Practice of Making Something in the Open (Source)

It is difficult to practice collaboration while always moving forward. A team of people together, have different ideas on timelines, objectives, leadership, and engineering. The competition complicates getting something completed.

Can we agree to get a group of interested people together to decide on issues on a repeating schedule? We likely will need to have two groups, one technical and one non-technical. Each group needs responsibilities and objectives. There should be little to no overlap between the two groups. The non-technical group should not be telling the technical group how long their development cycles are, but they can establish high level objectives for the technical group to meet.

Can we agree on what we are building, why it is being built, and who it is being built for? The responsibility of a Product Owner or Manager must be filled by someone, even if that role is not formally defined. These basics must be settled and broken down by priorities, then the project can move forward. Failure is certain if the customer’s needs for a product are not enshrined in the project that is doing the work.

Stupid ideas are a fact of life. We make mistakes. Say dumb things. The ability to learn and grow from stupidity and failure is critical. I can easily point out what I did wrong last year, when I was at Yahoo, when I was managing storage arrays. I am always taking in my mistakes, especially my stupid ones, and applying what I learned from it to my next decision. Projects that do not adapt quickly to failure and stupid mistakes fail every time. Collaboration in an effective team is constantly learning and adjusting while still focused on the product. Every time I have been part of an organization that was slow to learn from mistakes, we were unsuccessful.

The practice of working in a public way, exposing ideas and objectives in the open, can be used by anyone. The true benefit of open source software development is not the code. The true benefit of open source is the practice of working together in the open during project development. Developing ideas and collaborating on product ideas and what the customer needs during and around the software pipeline. Allowing many engineers and developers to review code submissions and tests in the pipeline before the code is merged. The ability propose new approach alongside everyone’s work. These are the gifts of open source that we need to practice to improve working together.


_EXERCISE OBJECTIVE_: Gather every line below where "name" appears.

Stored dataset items
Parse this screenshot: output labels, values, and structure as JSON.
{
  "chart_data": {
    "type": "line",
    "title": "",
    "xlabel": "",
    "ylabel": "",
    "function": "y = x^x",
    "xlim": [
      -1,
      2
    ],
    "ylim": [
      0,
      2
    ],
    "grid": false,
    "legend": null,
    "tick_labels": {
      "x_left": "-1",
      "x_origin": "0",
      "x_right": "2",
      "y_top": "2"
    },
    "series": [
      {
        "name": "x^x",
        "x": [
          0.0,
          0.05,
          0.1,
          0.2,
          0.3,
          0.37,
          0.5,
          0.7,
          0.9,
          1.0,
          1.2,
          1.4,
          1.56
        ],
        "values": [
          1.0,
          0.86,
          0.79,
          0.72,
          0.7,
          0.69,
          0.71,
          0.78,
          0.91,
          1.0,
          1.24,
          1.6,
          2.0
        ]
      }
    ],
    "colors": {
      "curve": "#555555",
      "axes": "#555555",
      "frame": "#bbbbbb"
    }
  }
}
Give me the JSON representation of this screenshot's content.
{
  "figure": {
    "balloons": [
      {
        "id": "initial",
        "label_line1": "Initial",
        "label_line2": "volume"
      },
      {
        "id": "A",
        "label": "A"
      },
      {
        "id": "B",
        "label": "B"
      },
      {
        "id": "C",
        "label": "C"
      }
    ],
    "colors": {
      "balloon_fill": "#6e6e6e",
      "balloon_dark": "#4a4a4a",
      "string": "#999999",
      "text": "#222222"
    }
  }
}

* * *

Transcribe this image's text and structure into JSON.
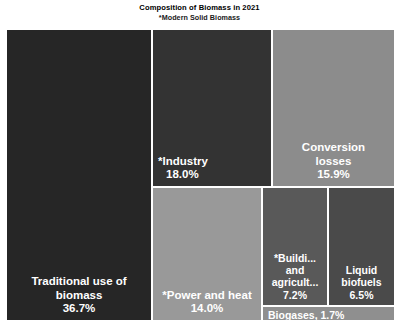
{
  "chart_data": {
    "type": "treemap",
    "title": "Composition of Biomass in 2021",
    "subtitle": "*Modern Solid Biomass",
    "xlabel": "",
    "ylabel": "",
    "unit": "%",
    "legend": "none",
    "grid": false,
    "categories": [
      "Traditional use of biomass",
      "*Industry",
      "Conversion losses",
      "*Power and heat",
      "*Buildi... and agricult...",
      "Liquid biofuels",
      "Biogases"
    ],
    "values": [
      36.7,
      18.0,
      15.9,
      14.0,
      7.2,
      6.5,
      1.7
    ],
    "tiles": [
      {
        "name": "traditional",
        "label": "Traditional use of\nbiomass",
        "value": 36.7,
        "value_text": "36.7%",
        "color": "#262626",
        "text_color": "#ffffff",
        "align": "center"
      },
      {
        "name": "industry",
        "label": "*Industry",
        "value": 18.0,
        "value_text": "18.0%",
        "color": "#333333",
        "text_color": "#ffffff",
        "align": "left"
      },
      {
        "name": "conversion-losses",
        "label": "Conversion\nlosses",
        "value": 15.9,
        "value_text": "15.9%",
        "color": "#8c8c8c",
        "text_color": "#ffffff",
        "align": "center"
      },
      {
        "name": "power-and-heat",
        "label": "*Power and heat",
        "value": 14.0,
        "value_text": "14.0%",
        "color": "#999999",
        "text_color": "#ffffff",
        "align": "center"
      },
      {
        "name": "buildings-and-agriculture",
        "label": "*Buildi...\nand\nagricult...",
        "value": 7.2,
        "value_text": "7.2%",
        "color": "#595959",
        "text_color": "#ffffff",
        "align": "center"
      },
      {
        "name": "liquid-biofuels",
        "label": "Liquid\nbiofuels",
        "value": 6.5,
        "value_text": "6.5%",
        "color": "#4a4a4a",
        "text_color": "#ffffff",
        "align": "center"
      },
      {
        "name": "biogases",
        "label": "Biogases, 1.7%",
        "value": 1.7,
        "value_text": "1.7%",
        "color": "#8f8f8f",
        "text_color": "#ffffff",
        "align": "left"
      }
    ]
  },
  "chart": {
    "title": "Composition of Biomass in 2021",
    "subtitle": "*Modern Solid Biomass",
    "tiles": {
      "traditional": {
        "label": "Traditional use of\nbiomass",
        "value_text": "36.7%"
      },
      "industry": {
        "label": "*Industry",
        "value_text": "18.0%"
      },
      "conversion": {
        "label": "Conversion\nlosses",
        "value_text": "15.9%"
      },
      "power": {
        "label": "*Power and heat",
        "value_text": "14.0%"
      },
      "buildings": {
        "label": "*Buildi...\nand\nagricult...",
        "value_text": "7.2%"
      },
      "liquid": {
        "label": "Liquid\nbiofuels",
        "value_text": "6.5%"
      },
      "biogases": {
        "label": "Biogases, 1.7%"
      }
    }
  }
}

_SOLUTION FOR THIS TASK_:
        "name": "x^x",
        "name": "traditional",
        "name": "industry",
        "name": "conversion-losses",
        "name": "power-and-heat",
        "name": "buildings-and-agriculture",
        "name": "liquid-biofuels",
        "name": "biogases",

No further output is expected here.